Former astronaut, US Sen. John Glenn hospitalized in Ohio
The arrangements have been finalized for the local public memorials honoring John Glenn, the former astronaut and USA senator who died at the age of 95 Thursday.
Glenn died on Thursday afternoon at the James cancer hospital in Columbus, according to Hank Wilson of the John Glenn School of Public Affairs.
The only son of a plumber and schoolteacher, Glenn was born in 1921 in Cambridge, Ohio. Glenn expressed an interest in flight and it stayed with him.
He became a combat pilot, serving in World War II and the Korean War before joining America’s space agency.
Glenn served in both World War II and the Korean War, and in 1957 he made the first nonstop supersonic flight from Los Angeles to NY. His Navy jet averaged a speed of 725 miles per hour, and flew from California to NY in 3 hours and 23 minutes.
Obama ordered that USA flags be flown at half-staff until sunset on the day of Glenn’s internment.
His experiences as a pioneer astronaut were chronicled in the book and movie “The Right Stuff”, along with the other Mercury pilots.
John and Annie have been a model for Jane and me, and we send our condolences to Annie & the Glenn family at this hard time.
John Herschel Glenn Jr. made history in 1962 when he completed a three-orbit flight in a cramped space capsule dubbed Friendship 7. In this 4 hour, 56 minute flight, Glenn circled the planet three times at speeds of up to 17,500 miles an hour, finally returning home with a successful splashdown in the Atlantic Ocean, 800 miles off Bermuda.
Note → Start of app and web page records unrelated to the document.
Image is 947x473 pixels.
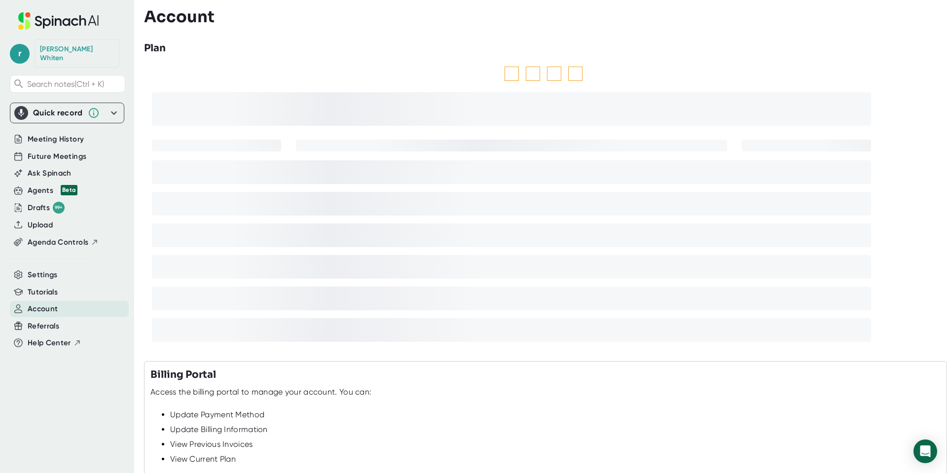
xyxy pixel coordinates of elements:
button: Agents Beta [28,185,77,196]
div: Beta [61,185,77,195]
div: Access the billing portal to manage your account. You can: [150,387,371,397]
button: Referrals [28,321,59,332]
span: Agenda Controls [28,237,88,248]
button: Future Meetings [28,151,86,162]
div: Agents [28,185,77,196]
button: Settings [28,269,58,281]
button: Drafts 99+ [28,202,65,214]
h3: Plan [144,41,166,56]
div: Update Billing Information [170,425,941,434]
button: Help Center [28,337,81,349]
h3: Billing Portal [150,367,216,382]
div: Update Payment Method [170,410,941,420]
div: 99+ [53,202,65,214]
button: Agenda Controls [28,237,99,248]
span: Search notes (Ctrl + K) [27,79,104,89]
h3: Account [144,7,215,26]
button: Ask Spinach [28,168,72,179]
div: Drafts [28,202,65,214]
div: Raymond Whiten [40,45,114,62]
button: Tutorials [28,287,58,298]
button: Upload [28,219,53,231]
span: Help Center [28,337,71,349]
button: Meeting History [28,134,84,145]
div: View Current Plan [170,454,941,464]
div: Quick record [14,103,120,123]
div: Open Intercom Messenger [913,439,937,463]
span: r [10,44,30,64]
button: Account [28,303,58,315]
div: View Previous Invoices [170,439,941,449]
div: Quick record [33,108,83,118]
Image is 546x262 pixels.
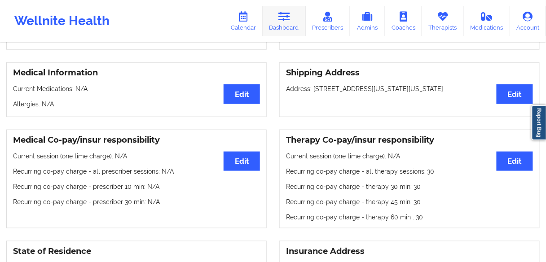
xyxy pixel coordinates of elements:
p: Recurring co-pay charge - prescriber 10 min : N/A [13,182,260,191]
p: Recurring co-pay charge - all prescriber sessions : N/A [13,167,260,176]
button: Edit [496,84,533,104]
a: Medications [464,6,510,36]
p: Allergies: N/A [13,100,260,109]
h3: Medical Information [13,68,260,78]
p: Recurring co-pay charge - all therapy sessions : 30 [286,167,533,176]
p: Recurring co-pay charge - prescriber 30 min : N/A [13,198,260,206]
a: Admins [350,6,385,36]
a: Report Bug [531,105,546,141]
p: Recurring co-pay charge - therapy 45 min : 30 [286,198,533,206]
button: Edit [496,152,533,171]
button: Edit [224,152,260,171]
p: Recurring co-pay charge - therapy 30 min : 30 [286,182,533,191]
a: Coaches [385,6,422,36]
p: Current Medications: N/A [13,84,260,93]
h3: Medical Co-pay/insur responsibility [13,135,260,145]
p: Address: [STREET_ADDRESS][US_STATE][US_STATE] [286,84,533,93]
a: Dashboard [263,6,306,36]
h3: Therapy Co-pay/insur responsibility [286,135,533,145]
a: Account [509,6,546,36]
h3: Shipping Address [286,68,533,78]
a: Prescribers [306,6,350,36]
p: Current session (one time charge): N/A [13,152,260,161]
p: Current session (one time charge): N/A [286,152,533,161]
a: Therapists [422,6,464,36]
button: Edit [224,84,260,104]
h3: Insurance Address [286,247,533,257]
a: Calendar [224,6,263,36]
h3: State of Residence [13,247,260,257]
p: Recurring co-pay charge - therapy 60 min : 30 [286,213,533,222]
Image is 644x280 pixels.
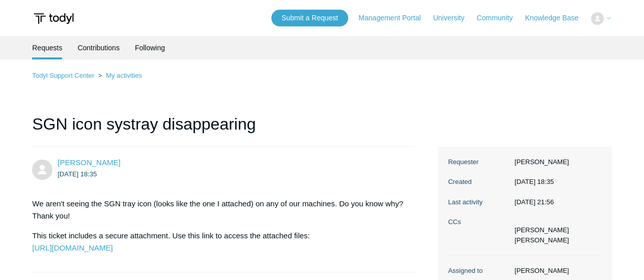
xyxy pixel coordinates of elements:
p: This ticket includes a secure attachment. Use this link to access the attached files: [32,230,404,254]
a: [PERSON_NAME] [58,158,120,167]
li: Requests [32,36,62,60]
a: My activities [106,71,142,79]
a: Following [135,36,165,60]
a: Todyl Support Center [32,71,94,79]
span: Maya Douglas [58,158,120,167]
li: Madaline [515,236,569,245]
dt: Assigned to [448,266,509,276]
a: University [433,12,475,23]
dd: [PERSON_NAME] [509,266,602,276]
dt: Created [448,177,509,187]
a: Community [476,12,523,23]
dd: [PERSON_NAME] [509,157,602,167]
a: Contributions [78,36,120,60]
a: [URL][DOMAIN_NAME] [32,244,112,252]
h1: SGN icon systray disappearing [32,112,415,147]
time: 2025-08-21T18:35:11Z [58,170,97,178]
a: Management Portal [359,12,431,23]
li: Madaline Riggs [515,225,569,236]
dt: Requester [448,157,509,167]
time: 2025-08-21T18:35:11+00:00 [515,178,554,186]
a: Knowledge Base [525,12,589,23]
time: 2025-08-21T21:56:59+00:00 [515,198,554,206]
li: My activities [96,71,142,79]
p: We aren't seeing the SGN tray icon (looks like the one I attached) on any of our machines. Do you... [32,198,404,222]
dt: Last activity [448,197,509,207]
img: Todyl Support Center Help Center home page [32,9,75,28]
li: Todyl Support Center [32,71,96,79]
a: Submit a Request [271,10,348,27]
dt: CCs [448,217,509,227]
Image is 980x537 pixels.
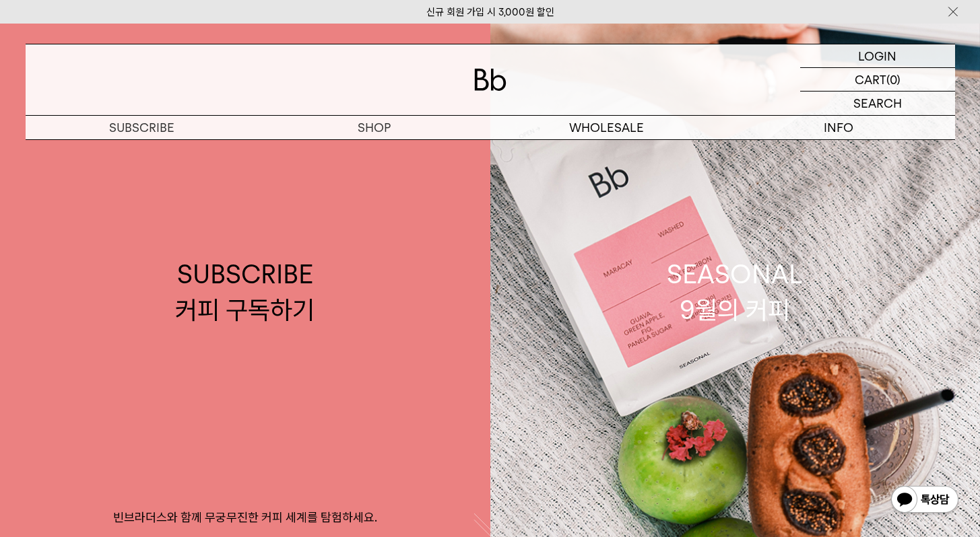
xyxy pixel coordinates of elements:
p: LOGIN [858,44,896,68]
p: INFO [722,116,955,139]
p: SEARCH [853,92,902,115]
a: SHOP [258,116,490,139]
a: 신규 회원 가입 시 3,000원 할인 [426,6,554,18]
div: SEASONAL 9월의 커피 [666,256,803,328]
p: CART [854,68,886,91]
img: 카카오톡 채널 1:1 채팅 버튼 [890,485,959,517]
a: CART (0) [800,68,955,92]
a: SUBSCRIBE [26,116,258,139]
a: LOGIN [800,44,955,68]
p: (0) [886,68,901,91]
p: WHOLESALE [490,116,722,139]
img: 로고 [474,68,506,91]
div: SUBSCRIBE 커피 구독하기 [175,256,314,328]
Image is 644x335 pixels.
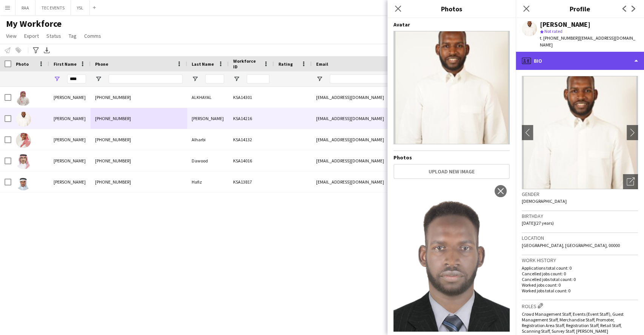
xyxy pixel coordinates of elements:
p: Applications total count: 0 [522,265,638,271]
div: KSA14016 [229,151,274,171]
img: Crew avatar or photo [522,76,638,189]
div: Alharbi [187,129,229,150]
h4: Avatar [394,21,510,28]
img: Omar Dawood [16,154,31,169]
input: Workforce ID Filter Input [247,75,269,83]
button: RAA [16,0,36,15]
div: [PERSON_NAME] [49,87,90,108]
button: YSL [71,0,90,15]
span: Rating [278,61,293,67]
div: [PHONE_NUMBER] [90,172,187,192]
div: [EMAIL_ADDRESS][DOMAIN_NAME] [312,87,463,108]
span: View [6,32,16,39]
img: Omar Alharbi [16,133,31,148]
span: [GEOGRAPHIC_DATA], [GEOGRAPHIC_DATA], 00000 [522,243,620,248]
div: [PHONE_NUMBER] [90,151,187,171]
button: Open Filter Menu [233,76,240,82]
a: Status [43,31,64,41]
button: Open Filter Menu [53,76,60,82]
button: Open Filter Menu [192,76,198,82]
img: Omar Mohammed [16,112,31,127]
div: Open photos pop-in [623,174,638,189]
span: Workforce ID [233,58,261,70]
span: Tag [69,32,77,39]
p: Worked jobs count: 0 [522,282,638,288]
span: Not rated [544,28,563,34]
div: [PHONE_NUMBER] [90,87,187,108]
p: Worked jobs total count: 0 [522,288,638,293]
app-action-btn: Advanced filters [32,46,40,55]
img: Crew photo 1115104 [394,182,510,332]
a: Comms [81,31,104,41]
div: KSA13817 [229,172,274,192]
h4: Photos [394,154,510,161]
div: [PERSON_NAME] [49,129,90,150]
img: Omar Hafiz [16,175,31,190]
a: Tag [66,31,80,41]
span: Email [316,61,328,67]
div: [PERSON_NAME] [49,172,90,192]
div: [EMAIL_ADDRESS][DOMAIN_NAME] [312,172,463,192]
img: Omar ALKHAYAL [16,91,31,106]
button: Open Filter Menu [95,76,102,82]
div: Bio [516,52,644,70]
div: [PERSON_NAME] [540,21,591,28]
span: Last Name [192,61,214,67]
input: First Name Filter Input [67,75,86,83]
div: Dawood [187,151,229,171]
button: Open Filter Menu [316,76,323,82]
input: Email Filter Input [330,75,458,83]
div: [EMAIL_ADDRESS][DOMAIN_NAME] [312,129,463,150]
span: [DATE] (27 years) [522,220,554,226]
app-action-btn: Export XLSX [42,46,51,55]
p: Cancelled jobs total count: 0 [522,276,638,282]
div: KSA14216 [229,108,274,129]
span: Comms [84,32,101,39]
h3: Location [522,235,638,241]
div: [EMAIL_ADDRESS][DOMAIN_NAME] [312,108,463,129]
div: [PERSON_NAME] [49,151,90,171]
img: Crew avatar [394,31,510,144]
span: Status [47,32,61,39]
div: [PERSON_NAME] [49,108,90,129]
h3: Gender [522,191,638,198]
span: Export [24,32,39,39]
div: ALKHAYAL [187,87,229,108]
span: My Workforce [6,18,62,29]
h3: Profile [516,4,644,14]
div: [PHONE_NUMBER] [90,108,187,129]
div: [PHONE_NUMBER] [90,129,187,150]
span: [DEMOGRAPHIC_DATA] [522,198,567,204]
span: | [EMAIL_ADDRESS][DOMAIN_NAME] [540,35,635,48]
button: TEC EVENTS [36,0,71,15]
h3: Roles [522,302,638,310]
a: Export [21,31,42,41]
div: KSA14301 [229,87,274,108]
h3: Photos [388,4,516,14]
div: [PERSON_NAME] [187,108,229,129]
input: Last Name Filter Input [205,75,224,83]
button: Upload new image [394,164,510,179]
h3: Work history [522,257,638,264]
span: Phone [95,61,108,67]
div: Hafiz [187,172,229,192]
div: KSA14132 [229,129,274,150]
input: Phone Filter Input [109,75,183,83]
span: First Name [53,61,77,67]
h3: Birthday [522,213,638,220]
div: [EMAIL_ADDRESS][DOMAIN_NAME] [312,151,463,171]
span: t. [PHONE_NUMBER] [540,35,579,41]
a: View [3,31,20,41]
p: Cancelled jobs count: 0 [522,271,638,276]
span: Crowd Management Staff, Events (Event Staff), Guest Management Staff, Merchandise Staff, Promoter... [522,311,623,334]
span: Photo [16,61,29,67]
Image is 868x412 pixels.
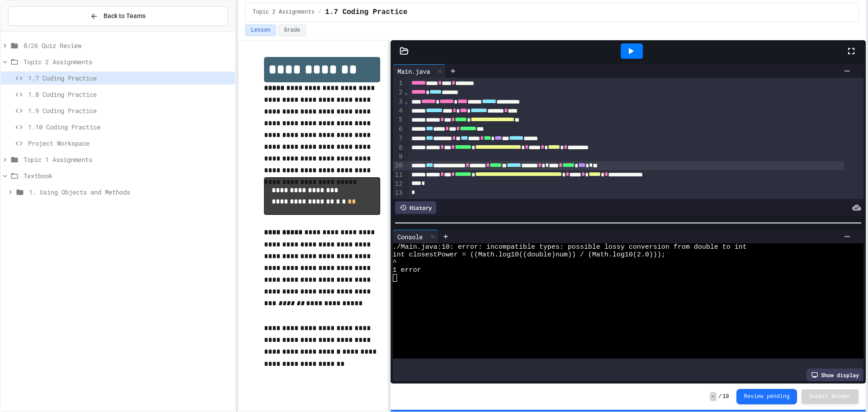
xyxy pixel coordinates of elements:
span: Back to Teams [103,11,145,21]
span: 1.7 Coding Practice [325,7,408,17]
div: 10 [393,161,404,170]
div: 3 [393,97,404,106]
div: 9 [393,152,404,162]
span: Topic 2 Assignments [253,9,314,16]
div: 5 [393,115,404,124]
div: 2 [393,88,404,97]
span: Submit Answer [808,393,851,401]
div: 13 [393,189,404,198]
button: Grade [278,24,306,36]
span: Topic 1 Assignments [23,155,231,164]
div: Console [393,230,438,244]
div: Show display [806,369,863,381]
button: Submit Answer [802,390,858,404]
span: ^ [393,259,397,266]
span: 8/26 Quiz Review [23,41,231,50]
span: 1. Using Objects and Methods [29,187,231,197]
span: Topic 2 Assignments [23,57,231,66]
div: 11 [393,170,404,180]
button: Lesson [245,24,276,36]
span: 1.9 Coding Practice [28,106,231,115]
button: Review pending [736,389,797,405]
span: / [718,393,721,401]
div: History [395,201,436,214]
span: / [318,9,321,16]
span: 10 [723,393,729,401]
div: 6 [393,125,404,134]
span: Project Workspace [28,138,231,148]
div: 8 [393,144,404,152]
span: Textbook [23,171,231,181]
span: 1.10 Coding Practice [28,122,231,132]
div: 7 [393,134,404,143]
span: ./Main.java:10: error: incompatible types: possible lossy conversion from double to int [393,244,747,251]
span: - [710,393,717,401]
div: Main.java [393,66,434,76]
div: Main.java [393,64,446,78]
div: 12 [393,180,404,189]
span: 1 error [393,266,421,274]
span: int closestPower = ((Math.log10((double)num)) / (Math.log10(2.0))); [393,251,666,259]
div: Console [393,232,427,242]
div: 1 [393,79,404,88]
span: Fold line [404,89,408,96]
span: Fold line [404,98,408,105]
span: 1.8 Coding Practice [28,90,231,99]
span: 1.7 Coding Practice [28,73,231,83]
button: Back to Teams [8,6,228,25]
div: 4 [393,106,404,115]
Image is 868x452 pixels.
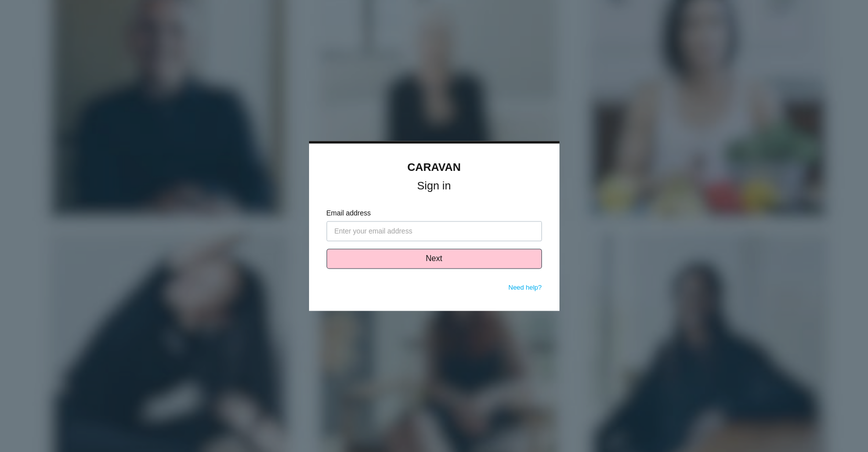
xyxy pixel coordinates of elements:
[407,161,461,173] a: CARAVAN
[327,222,542,241] input: Enter your email address
[327,249,542,269] button: Next
[508,284,542,292] a: Need help?
[327,208,542,219] label: Email address
[327,182,542,191] h1: Sign in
NASA chose Glenn and the six other men for the Mercury Missions back in 1959.
He also served as a Democratic U.S. senator from OH between 1974 and 1999.
Glenn had been battling health issues since a stroke a few years ago and had been hospitalised in Columbus since last week. Years later, he explained he said that because he didn’t feel like he had lifted off and it was the only way he knew he had launched.
Finally, when he was 77 years old, Glenn went to space once more, becoming the oldest person to do so.
Awards and honors followed in the years after his shuttle mission. His vision started to fail, and then heart trouble slowed him down.
He is survived by his wife Annie, his two children, Lyn and Dave and two grandchildren. They celebrated their 73rd wedding anniversary in April.
John Glenn, a hero astronaut, has been hospitalized with an “unexplained condition”, a family source confirms to NBC News.
Mission accomplished through a legacy that will live on.